Caltech seniors Janani Mandayam Comar and Aaron Krupp have been named 2015 Thomas J. Watson Fellowship winners. Each fellowship is a grant of $30,000 awarded to seniors graduating from a selected group of colleges. According to the Watson Foundation's website, "Fellows conceive original projects, execute them outside of the United States for one year and embrace the ensuing journey. They decide where to go, who to meet and when to change course." Fifty fellows were selected from a pool of nearly 700 candidates.
Janani Mandayam Comar is a biology major from Downers Grove, Illinois. During her Watson year abroad, she will be using Bharatanatyam, a classic dance form from the Indian state of Tamil Nadu, to reflect the experiences of various "outsider" communities. "Bharatanatyam was originally an exclusively female way of connecting with God," Comar says. "It was revived in the early 1900s as a way to tell stories through movement, and it is now danced by both men and women, and is no longer confined to Indian communities."
In Australia, Comar will be working with the transgender community, whose situation is in some ways mirrored by traditional Indian culture. "Hindu mythology has a lot of transgender elements although the subject is taboo in modern Indian society," she explains. In South Africa, home of the oldest expatriate Indian community in the world, Comar will investigate the role that Indian women played during apartheid, and in Malaysia, a country where human trafficking is still common, she will work with nongovernmental organizations that assist trafficked women in order to tell their stories. Finally, in Buenos Aires, she plans to join a studio teaching Bharatanatyam. "They're working in a foreign culture where it had not previously been appreciated," she says. "The situation has parallels to women's efforts to break into STEM [science, technology, engineering, and mathematics] fields, especially in male-dominated societies like Argentina."
Comar will be entering an MD/PhD program on her return to the United States and plans to become a physician-scientist, eventually as a professor at a medical school.
Aaron Krupp of Needham, Massachusetts, is a mechanical engineering major. Over the next year, he will be working on low-tech projects to improve the quality of life on the most basic level at sites in India, Southeast Asia, and Nepal. In India, he plans to help manufacture durable roofing tiles out of recycled cardboard. He also will be working near refugee camps along the Thai-Myanmar border to help develop charcoal-based drinking-water filtration systems, and in Nepal, he will be assembling used bicycle parts into lever-driven, variable-torque all-terrain wheelchairs.
"I am getting involved in small components of projects that are already underway," says Krupp, who currently has no post-Watson plans. For example, the water filters are the product of a lab at North Carolina State University in Raleigh, where Krupp worked last summer, and the off-roading wheelchairs are an MIT project that he first encountered in 2013 while working at a hospital in rural Haiti after the magnitude-7.0 earthquake.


TASK INSTRUCTIONS:
Going through the entries below, copy out each line that contains "bounding".

PROVIDED DATA:
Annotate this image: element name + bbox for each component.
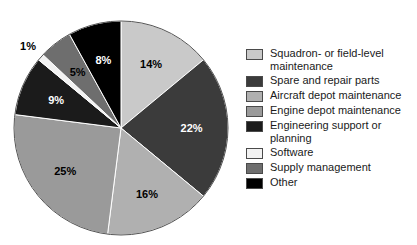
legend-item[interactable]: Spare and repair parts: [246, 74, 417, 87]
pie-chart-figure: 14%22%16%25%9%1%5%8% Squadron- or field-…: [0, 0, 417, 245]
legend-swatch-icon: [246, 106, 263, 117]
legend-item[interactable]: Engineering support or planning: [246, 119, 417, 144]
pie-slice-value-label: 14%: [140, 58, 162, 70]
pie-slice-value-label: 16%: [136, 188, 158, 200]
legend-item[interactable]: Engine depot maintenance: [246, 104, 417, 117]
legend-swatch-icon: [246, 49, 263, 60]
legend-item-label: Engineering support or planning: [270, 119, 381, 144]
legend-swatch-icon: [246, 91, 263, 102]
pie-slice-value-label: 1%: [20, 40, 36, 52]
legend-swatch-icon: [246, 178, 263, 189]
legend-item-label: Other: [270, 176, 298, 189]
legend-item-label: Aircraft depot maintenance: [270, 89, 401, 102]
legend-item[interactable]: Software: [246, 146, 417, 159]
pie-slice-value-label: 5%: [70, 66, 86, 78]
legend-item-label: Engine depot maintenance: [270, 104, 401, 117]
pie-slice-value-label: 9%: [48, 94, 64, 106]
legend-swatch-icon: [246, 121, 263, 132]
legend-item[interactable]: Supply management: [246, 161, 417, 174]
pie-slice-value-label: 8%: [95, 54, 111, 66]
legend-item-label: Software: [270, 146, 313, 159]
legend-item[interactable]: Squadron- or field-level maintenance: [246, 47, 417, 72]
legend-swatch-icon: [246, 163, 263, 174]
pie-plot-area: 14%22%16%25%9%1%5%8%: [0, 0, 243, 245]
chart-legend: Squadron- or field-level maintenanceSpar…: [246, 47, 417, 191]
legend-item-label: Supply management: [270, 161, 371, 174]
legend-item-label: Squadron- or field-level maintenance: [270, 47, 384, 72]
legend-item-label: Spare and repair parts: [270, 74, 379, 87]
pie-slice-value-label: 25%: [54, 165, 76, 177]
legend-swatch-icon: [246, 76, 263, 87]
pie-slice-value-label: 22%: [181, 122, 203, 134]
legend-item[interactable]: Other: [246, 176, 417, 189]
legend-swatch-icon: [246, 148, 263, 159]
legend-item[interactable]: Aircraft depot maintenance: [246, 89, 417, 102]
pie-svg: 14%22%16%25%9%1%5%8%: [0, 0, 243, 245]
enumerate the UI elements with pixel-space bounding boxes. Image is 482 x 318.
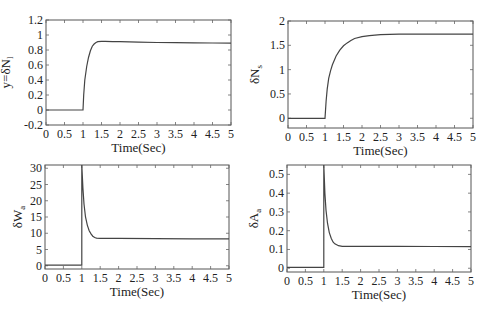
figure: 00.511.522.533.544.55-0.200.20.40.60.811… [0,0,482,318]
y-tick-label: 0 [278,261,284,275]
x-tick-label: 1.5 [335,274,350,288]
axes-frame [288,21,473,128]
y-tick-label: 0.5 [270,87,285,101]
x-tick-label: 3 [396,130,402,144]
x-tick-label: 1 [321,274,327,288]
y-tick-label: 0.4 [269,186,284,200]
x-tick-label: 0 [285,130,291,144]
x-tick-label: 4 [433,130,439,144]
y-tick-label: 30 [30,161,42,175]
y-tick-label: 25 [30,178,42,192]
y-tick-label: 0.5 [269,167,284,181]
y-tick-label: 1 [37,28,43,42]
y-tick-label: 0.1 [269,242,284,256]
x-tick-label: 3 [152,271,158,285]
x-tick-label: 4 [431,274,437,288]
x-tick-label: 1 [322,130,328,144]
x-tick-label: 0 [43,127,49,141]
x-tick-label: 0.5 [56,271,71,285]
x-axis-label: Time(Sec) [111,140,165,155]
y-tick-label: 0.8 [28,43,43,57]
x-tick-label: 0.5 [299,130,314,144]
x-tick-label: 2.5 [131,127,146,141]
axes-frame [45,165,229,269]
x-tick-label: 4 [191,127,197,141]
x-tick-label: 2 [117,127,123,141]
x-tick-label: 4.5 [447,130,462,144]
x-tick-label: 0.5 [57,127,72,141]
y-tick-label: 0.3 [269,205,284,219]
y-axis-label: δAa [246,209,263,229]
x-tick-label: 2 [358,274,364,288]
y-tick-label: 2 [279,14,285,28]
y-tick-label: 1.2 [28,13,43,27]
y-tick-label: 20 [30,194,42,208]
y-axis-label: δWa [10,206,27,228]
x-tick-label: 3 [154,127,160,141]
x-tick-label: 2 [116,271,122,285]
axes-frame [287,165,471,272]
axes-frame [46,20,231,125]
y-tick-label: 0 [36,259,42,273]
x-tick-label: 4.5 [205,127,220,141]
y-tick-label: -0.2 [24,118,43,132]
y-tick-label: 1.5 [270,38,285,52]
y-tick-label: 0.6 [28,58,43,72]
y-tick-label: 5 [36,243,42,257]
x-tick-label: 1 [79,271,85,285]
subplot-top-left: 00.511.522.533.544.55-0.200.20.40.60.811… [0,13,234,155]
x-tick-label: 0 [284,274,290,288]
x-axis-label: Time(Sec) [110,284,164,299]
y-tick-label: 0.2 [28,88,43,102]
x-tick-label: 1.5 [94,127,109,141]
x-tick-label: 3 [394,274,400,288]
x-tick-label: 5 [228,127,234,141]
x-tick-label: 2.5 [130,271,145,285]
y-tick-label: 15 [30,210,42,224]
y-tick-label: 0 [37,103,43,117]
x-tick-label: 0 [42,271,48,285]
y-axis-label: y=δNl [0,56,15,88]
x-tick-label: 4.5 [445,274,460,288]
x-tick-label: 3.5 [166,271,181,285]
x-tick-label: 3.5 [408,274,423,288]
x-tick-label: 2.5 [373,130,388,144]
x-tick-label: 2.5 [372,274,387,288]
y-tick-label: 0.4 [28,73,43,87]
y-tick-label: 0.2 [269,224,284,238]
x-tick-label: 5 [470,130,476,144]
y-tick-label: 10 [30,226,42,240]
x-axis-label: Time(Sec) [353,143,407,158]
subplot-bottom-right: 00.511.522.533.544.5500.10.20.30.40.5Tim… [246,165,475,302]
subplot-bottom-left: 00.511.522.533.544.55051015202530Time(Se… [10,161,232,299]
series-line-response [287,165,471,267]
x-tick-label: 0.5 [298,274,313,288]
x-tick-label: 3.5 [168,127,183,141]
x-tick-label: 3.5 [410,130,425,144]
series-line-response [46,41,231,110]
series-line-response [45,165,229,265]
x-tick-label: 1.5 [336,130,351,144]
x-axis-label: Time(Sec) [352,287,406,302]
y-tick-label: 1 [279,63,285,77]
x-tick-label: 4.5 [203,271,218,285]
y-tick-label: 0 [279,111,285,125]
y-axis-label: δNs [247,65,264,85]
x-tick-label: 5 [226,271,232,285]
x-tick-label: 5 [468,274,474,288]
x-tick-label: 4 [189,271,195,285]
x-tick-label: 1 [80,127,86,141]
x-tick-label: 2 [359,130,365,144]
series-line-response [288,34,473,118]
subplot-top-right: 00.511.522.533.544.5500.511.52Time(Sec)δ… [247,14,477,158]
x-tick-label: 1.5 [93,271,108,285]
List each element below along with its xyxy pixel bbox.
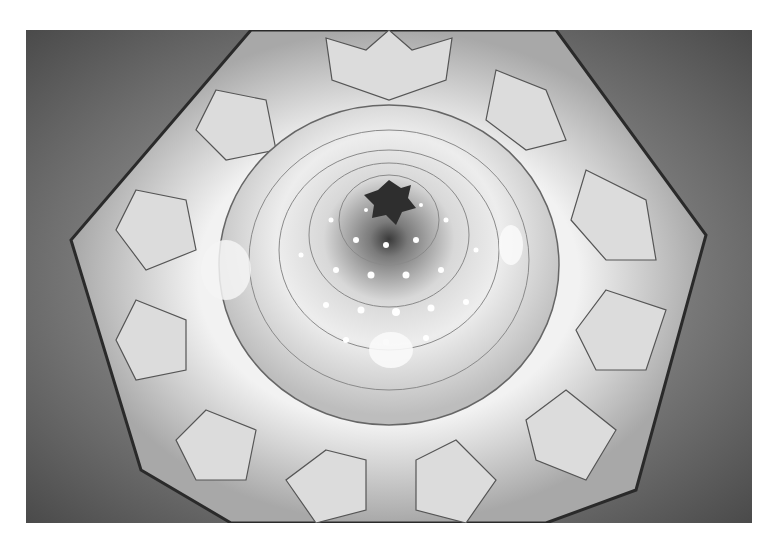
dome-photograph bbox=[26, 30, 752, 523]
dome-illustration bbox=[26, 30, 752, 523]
---
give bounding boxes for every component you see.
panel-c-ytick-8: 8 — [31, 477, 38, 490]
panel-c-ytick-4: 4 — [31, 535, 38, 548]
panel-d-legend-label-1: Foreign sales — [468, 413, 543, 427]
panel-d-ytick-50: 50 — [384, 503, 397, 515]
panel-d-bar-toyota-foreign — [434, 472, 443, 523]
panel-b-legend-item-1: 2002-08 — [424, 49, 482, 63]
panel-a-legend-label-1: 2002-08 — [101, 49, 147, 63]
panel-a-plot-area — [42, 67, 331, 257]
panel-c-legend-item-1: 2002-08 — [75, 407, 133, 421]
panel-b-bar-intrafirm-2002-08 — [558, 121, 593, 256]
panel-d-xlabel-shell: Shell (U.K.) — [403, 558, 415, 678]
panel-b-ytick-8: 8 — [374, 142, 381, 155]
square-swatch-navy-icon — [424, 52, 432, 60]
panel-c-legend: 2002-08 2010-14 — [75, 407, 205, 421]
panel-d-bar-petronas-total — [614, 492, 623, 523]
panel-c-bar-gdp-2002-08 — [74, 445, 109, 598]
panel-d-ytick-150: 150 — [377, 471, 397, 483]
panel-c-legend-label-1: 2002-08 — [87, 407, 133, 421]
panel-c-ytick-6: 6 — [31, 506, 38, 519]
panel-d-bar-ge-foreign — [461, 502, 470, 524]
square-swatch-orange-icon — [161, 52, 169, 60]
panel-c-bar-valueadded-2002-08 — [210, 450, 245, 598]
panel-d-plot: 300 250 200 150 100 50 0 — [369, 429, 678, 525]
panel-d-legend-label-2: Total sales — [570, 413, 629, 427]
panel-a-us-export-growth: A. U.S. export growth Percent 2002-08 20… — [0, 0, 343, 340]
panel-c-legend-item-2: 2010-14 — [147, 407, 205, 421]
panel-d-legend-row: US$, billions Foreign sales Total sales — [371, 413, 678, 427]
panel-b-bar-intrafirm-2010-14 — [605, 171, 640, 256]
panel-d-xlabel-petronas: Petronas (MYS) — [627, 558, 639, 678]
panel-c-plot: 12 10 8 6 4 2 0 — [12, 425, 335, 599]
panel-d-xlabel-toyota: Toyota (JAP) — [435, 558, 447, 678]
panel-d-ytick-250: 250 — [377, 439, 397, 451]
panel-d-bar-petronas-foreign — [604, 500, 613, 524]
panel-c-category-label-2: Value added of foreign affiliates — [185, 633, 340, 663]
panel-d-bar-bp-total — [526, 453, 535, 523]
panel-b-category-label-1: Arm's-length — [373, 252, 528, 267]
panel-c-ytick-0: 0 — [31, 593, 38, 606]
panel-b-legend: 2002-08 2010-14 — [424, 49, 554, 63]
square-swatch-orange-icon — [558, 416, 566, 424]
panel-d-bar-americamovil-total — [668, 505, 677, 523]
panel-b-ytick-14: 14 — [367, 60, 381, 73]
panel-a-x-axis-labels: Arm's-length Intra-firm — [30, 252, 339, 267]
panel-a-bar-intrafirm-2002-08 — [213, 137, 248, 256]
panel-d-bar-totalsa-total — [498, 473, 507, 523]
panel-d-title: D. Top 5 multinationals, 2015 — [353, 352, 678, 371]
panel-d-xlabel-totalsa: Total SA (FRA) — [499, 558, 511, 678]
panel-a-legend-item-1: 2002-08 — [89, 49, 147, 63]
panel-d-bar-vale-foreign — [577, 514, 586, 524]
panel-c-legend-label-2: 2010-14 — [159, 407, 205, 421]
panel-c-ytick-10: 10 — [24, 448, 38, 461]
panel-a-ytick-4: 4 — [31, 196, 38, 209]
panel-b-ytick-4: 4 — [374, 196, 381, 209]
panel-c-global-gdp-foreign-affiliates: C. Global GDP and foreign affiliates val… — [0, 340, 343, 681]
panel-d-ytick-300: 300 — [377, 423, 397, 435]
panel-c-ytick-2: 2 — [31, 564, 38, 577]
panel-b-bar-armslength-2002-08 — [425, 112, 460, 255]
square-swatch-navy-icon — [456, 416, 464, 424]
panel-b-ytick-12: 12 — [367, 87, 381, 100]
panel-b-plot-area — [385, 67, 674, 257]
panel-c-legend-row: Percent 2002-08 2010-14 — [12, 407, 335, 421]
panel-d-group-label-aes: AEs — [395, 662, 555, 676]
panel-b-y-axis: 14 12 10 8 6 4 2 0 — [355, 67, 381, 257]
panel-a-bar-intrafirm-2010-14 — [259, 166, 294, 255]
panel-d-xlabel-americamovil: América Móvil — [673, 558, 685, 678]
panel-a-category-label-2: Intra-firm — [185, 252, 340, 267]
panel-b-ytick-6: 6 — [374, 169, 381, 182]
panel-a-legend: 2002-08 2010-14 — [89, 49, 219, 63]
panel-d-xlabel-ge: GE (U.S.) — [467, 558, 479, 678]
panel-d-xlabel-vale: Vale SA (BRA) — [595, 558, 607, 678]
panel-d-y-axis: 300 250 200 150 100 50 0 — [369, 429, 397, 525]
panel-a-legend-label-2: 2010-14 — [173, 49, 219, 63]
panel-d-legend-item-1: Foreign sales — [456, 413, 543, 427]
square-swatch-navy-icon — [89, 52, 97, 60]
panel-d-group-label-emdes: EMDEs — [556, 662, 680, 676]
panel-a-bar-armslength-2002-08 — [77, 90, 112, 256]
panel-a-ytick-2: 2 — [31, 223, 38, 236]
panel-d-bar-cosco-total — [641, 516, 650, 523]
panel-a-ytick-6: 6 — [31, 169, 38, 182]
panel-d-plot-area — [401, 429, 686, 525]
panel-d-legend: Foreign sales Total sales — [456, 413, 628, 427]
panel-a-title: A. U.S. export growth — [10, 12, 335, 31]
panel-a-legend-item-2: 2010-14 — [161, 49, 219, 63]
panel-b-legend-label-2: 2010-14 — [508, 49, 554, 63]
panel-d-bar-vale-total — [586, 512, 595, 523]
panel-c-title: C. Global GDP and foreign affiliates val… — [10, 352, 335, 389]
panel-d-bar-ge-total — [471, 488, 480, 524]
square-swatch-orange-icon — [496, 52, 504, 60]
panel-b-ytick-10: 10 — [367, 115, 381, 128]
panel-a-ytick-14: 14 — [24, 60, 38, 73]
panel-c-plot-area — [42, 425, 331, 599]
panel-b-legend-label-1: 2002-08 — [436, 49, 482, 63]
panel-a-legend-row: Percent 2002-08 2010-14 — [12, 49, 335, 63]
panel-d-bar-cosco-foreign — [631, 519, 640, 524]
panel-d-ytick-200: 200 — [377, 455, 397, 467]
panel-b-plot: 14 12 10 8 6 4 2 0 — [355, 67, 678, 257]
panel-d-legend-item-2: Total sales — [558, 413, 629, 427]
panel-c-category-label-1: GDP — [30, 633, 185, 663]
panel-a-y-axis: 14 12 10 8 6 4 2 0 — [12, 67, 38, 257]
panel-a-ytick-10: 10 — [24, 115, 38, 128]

ANSWER BELOW:
enumerate the UI elements with pixel-space bounding boxes. Image is 482 x 318.
give bounding boxes for every component you see.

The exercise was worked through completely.